Oh, me, I moaned to myself. Then, “Uh, well, yes, ma’am, there was, but it was none of my doing.” Clyde, I thought, that sorry thing just had to tattle.
“That’s neither here nor there. According to your lease, that sort of carrying-on gives me cause to evict you, but Hazel Marie thinks you deserve another chance.” She didn’t even give me a chance to tell her I’d been an innocent bystander. I gripped the phone so tight that my hand was shaking, wanting to let her have it. But she went on without a thought to my feelings. “We’ve been talking this morning, and I’ve come up with a proposition for you. I’d like you to drop by my house sometime today so we can discuss it.”
What kind of proposition could she propose? I didn’t have time to find out, today of all days. On the other hand, I couldn’t afford to antagonize the old biddy. I needed my trailer in her park until I was legal and safe as Mr. Howard’s wife. My mind was going ninety miles an hour, recalling that she’d known Mr. Howard for years—people in their income bracket stick together—and I knew she wouldn’t approve of our plans for a minute. I had to keep her thinking I’d be up a creek if she evicted me.
But what I wanted to do was tell her to take her trailer park and stick it where the sun didn’t shine.
Instead, I said, “Why, yes, ma’am, I think I can make it. I have to be in Abbotsville this morning, anyway, so
I’ll swing by in a couple of hours.”
I hung up the phone, wondering what in the world she could want. I’d just have to grit my teeth and go see. Looking around my trailer once more, I picked up my laundry and hiked the chain of my purse on my shoulder, mentally squeezing a stop at Mrs. Springer’s house between numbers 7 and 8 on my long list of things to do. I hated to leave the trailer with a broken lock, which I’d forgotten to put on my list, but I had no choice.
After throwing the dirty clothes in the backseat of the car and checking the time, I walked across the crumbling asphalt that divided the two rows of trailers. Picking my way across the yard and stepping around plastic tricycles, rubber balls, an overturned lawn chair, and an empty Pampers box, I knocked on the door of Jennie’s double-wide.

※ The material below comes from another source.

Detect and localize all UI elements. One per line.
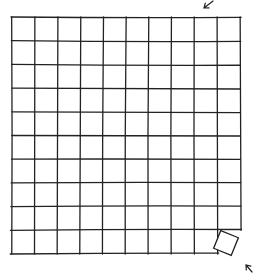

“Come on in, whoever it is,” she yelled.
I stuck my head in, saying, “It’s just me. Are you up?”
“Lord, yes,” Jennie said, walking out from a bedroom, a cigarette and a coffee mug in one hand, and a Cosmo magazine in the other. She had on a seersucker robe that came to her knees over a long nightgown with the hem out.
Jennie was about my age, but after four kids she didn’t look it. She’d put on weight with each baby before she’d had a chance to lose what she’d put on from the previous one. Her hair hadn’t been combed, but from the state of her kitchen with dishes piled up and cereal spilled on the counter and the floor, I could see why. Two kids in underpants lay on the floor, glued to the television, and I could hear the other two somewhere in the back, jumping up and down on a bed.
“Come on in, hon, and have a seat.” Jennie waved at a chair. “I swear, every morning about this time I’m about ready to beat the hell outta these young ’uns.”
She flopped down on the daybed she used as a couch, reached over, turned off the television, and swatted the backside of a child who screamed that he was watching Nickelodeon. “Go get dressed,” she screamed back. Then lifting her voice even more, she yelled at another child in the back of the trailer, “If I have to come in there, you’ll be sorry.” Then, smiling at me, she said, “Don’t you look nice. Take a load off and tell me all about last night.”